35°
EMPLOYMENT PSYCHOLOGY
and unqualified workers slip through it as easily and indis
criminately as water through a sieve. In order to make
a more careful selection and grading of applicants than
is now being made, the addition of half an hour or more
to the interview of supposedly skilled workers will be
fully justified, particularly when it is remembered how
much time misfits cost once they have been hired and
lost sight of. Moreover, now that so many unskilled
workers and semi-skilled workers are being given a slight
training in some one of the skilled operations, all the
more care will have to be exercised to discriminate be
tween those who are really skilled and those who, on the
basis of a superficial training, claim that they are skilled.
We now come to those applicants who, possessing
neither training nor experience, still prefer a definite job
which requires these qualifications to a greater or lesser
degree. There is an amazing number of workers who fall
under this class; for it includes not only those who have
not yet learned a trade but also those who do not intend
to learn a trade and who will be content to shift from place
to place or job to job as circumstances dictate. We have
divided this large group into two classes, those who have
a fixed preference for a certain kind of work and those
who have an accidental or derived preference which is
subject to modification. In each case, the wishes of the
applicants should be given every consideration, and they
should be tested for the work which they desire. The
nature of the tests, however, must be quite different;
for these applicants do not claim to have the particular
skill or training which is required by the work for which
they are applying. The tests must therefore be such as
to discover the applicant’s potential skill, his innate abil
ity, and his general experience and general intelligence.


# PROBLEM REQUIREMENTS
From the line containing "Extract all elements" to the line containing "Decompose this screenshot" in the records below, set down every line exactly as it stands, both ends included, and skip the pictures.

====== INFORMATION PROVIDED

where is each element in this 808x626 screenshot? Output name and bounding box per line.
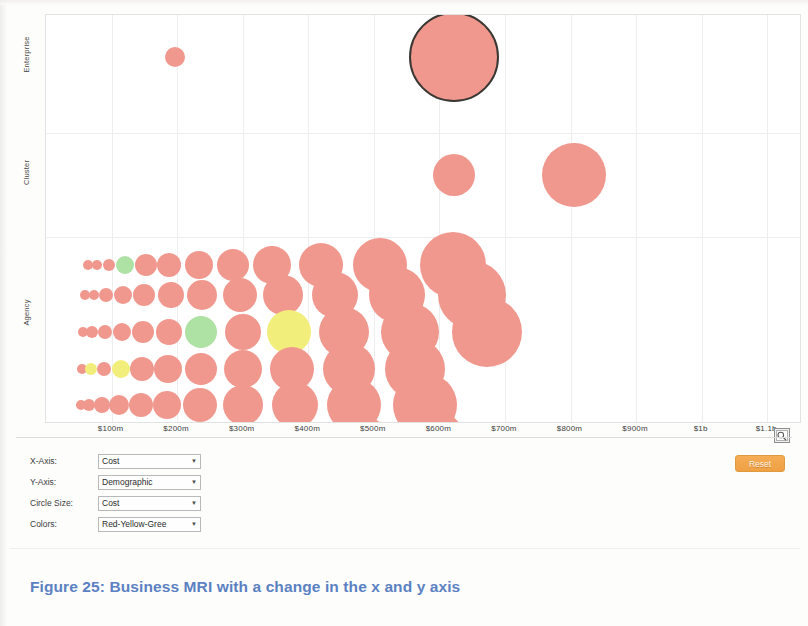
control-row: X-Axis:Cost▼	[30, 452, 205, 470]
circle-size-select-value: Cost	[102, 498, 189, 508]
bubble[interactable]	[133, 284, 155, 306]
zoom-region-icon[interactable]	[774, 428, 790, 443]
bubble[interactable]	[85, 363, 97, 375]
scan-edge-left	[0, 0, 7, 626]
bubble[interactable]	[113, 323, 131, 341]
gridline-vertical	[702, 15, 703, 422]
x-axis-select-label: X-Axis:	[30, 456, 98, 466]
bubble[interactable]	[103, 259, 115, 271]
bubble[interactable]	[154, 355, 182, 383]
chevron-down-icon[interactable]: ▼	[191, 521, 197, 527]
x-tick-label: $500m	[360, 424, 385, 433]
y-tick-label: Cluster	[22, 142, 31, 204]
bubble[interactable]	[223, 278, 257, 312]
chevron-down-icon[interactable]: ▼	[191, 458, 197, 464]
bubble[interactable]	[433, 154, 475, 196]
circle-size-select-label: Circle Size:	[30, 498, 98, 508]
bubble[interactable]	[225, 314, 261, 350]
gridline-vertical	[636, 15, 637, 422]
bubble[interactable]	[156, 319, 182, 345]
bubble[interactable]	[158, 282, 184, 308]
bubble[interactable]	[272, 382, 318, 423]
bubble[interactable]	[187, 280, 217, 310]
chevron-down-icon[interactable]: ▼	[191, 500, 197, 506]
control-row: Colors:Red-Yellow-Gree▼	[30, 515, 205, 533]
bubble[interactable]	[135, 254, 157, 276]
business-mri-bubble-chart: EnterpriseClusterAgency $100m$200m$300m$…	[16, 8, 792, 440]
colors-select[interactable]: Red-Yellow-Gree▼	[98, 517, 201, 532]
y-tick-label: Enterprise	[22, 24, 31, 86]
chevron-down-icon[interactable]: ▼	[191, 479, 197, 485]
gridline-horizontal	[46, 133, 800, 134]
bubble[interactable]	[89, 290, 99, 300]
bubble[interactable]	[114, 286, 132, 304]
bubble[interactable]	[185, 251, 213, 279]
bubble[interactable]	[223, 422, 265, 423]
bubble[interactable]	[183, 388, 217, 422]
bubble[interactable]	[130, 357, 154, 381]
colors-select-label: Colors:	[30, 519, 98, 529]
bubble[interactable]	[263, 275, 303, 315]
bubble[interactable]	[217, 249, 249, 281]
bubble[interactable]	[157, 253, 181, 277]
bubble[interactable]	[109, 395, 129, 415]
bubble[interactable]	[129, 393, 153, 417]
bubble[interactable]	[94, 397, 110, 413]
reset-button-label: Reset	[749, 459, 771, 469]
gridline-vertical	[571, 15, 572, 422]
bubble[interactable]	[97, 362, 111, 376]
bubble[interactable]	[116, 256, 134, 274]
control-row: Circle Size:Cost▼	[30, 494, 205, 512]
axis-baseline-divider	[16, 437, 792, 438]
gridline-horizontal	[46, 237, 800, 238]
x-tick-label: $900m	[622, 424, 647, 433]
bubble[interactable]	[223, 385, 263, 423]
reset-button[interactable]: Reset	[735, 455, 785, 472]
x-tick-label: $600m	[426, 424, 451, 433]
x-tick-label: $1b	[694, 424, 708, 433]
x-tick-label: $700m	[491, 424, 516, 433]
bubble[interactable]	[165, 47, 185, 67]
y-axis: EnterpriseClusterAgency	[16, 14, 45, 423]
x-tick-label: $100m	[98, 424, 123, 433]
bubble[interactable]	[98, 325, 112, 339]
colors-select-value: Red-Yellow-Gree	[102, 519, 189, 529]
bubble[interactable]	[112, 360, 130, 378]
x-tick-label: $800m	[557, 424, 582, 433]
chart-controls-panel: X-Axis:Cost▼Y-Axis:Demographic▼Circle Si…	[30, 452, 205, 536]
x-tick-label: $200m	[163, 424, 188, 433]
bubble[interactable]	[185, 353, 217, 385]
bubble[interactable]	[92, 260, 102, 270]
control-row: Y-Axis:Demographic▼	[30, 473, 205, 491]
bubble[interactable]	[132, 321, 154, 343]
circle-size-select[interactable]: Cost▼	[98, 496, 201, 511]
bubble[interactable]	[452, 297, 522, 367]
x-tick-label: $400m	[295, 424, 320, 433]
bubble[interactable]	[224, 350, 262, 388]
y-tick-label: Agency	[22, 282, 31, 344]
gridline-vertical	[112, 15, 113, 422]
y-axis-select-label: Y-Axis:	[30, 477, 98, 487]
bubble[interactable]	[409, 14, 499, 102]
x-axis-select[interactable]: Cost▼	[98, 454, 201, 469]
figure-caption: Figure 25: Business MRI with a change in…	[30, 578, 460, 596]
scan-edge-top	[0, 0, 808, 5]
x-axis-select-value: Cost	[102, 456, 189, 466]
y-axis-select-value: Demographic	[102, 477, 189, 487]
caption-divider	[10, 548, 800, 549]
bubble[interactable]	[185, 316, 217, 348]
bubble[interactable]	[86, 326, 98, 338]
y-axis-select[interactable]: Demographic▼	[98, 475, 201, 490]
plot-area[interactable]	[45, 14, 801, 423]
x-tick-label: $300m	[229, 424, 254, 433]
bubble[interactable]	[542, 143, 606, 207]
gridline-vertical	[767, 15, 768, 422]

============
====== INFORMATION PROVIDED

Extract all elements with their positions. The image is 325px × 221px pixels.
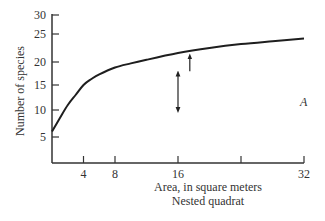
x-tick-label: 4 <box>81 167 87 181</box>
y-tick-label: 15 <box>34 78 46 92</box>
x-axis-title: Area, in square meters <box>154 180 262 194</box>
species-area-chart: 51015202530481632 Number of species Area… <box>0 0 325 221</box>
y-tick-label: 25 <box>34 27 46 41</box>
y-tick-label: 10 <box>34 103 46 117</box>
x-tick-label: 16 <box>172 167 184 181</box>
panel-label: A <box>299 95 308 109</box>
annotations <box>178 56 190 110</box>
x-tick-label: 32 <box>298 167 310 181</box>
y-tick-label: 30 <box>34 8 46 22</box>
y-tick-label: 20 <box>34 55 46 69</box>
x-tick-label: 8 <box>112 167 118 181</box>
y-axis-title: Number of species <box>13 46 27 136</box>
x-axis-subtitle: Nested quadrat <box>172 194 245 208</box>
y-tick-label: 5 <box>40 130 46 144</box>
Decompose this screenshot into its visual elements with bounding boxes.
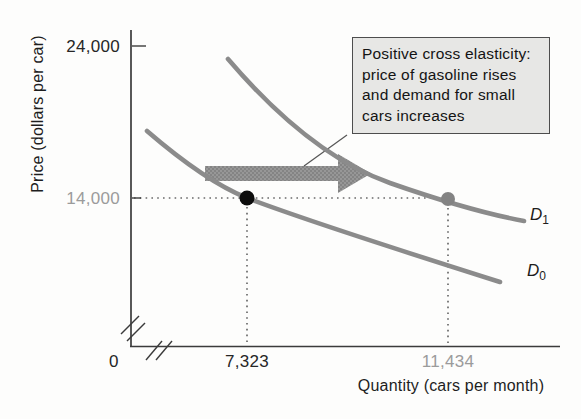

============

# WRITTEN SOLUTION
Extract all elements with their positions. The image is 325px × 221px pixels.
x-tick-label: 4 <box>81 167 87 181</box>
y-tick-label: 15 <box>34 78 46 92</box>
x-axis-title: Area, in square meters <box>154 180 262 194</box>
species-area-chart: 51015202530481632 Number of species Area… <box>0 0 325 221</box>
y-tick-label: 25 <box>34 27 46 41</box>
y-tick-label: 10 <box>34 103 46 117</box>
x-tick-label: 16 <box>172 167 184 181</box>
panel-label: A <box>299 95 308 109</box>
annotations <box>178 56 190 110</box>
x-tick-label: 32 <box>298 167 310 181</box>
y-tick-label: 30 <box>34 8 46 22</box>
y-tick-label: 20 <box>34 55 46 69</box>
x-tick-label: 8 <box>112 167 118 181</box>
y-axis-title: Number of species <box>13 46 27 136</box>
x-axis-subtitle: Nested quadrat <box>172 194 245 208</box>
y-tick-label: 5 <box>40 130 46 144</box>
Decompose this screenshot into its visual elements with bounding boxes.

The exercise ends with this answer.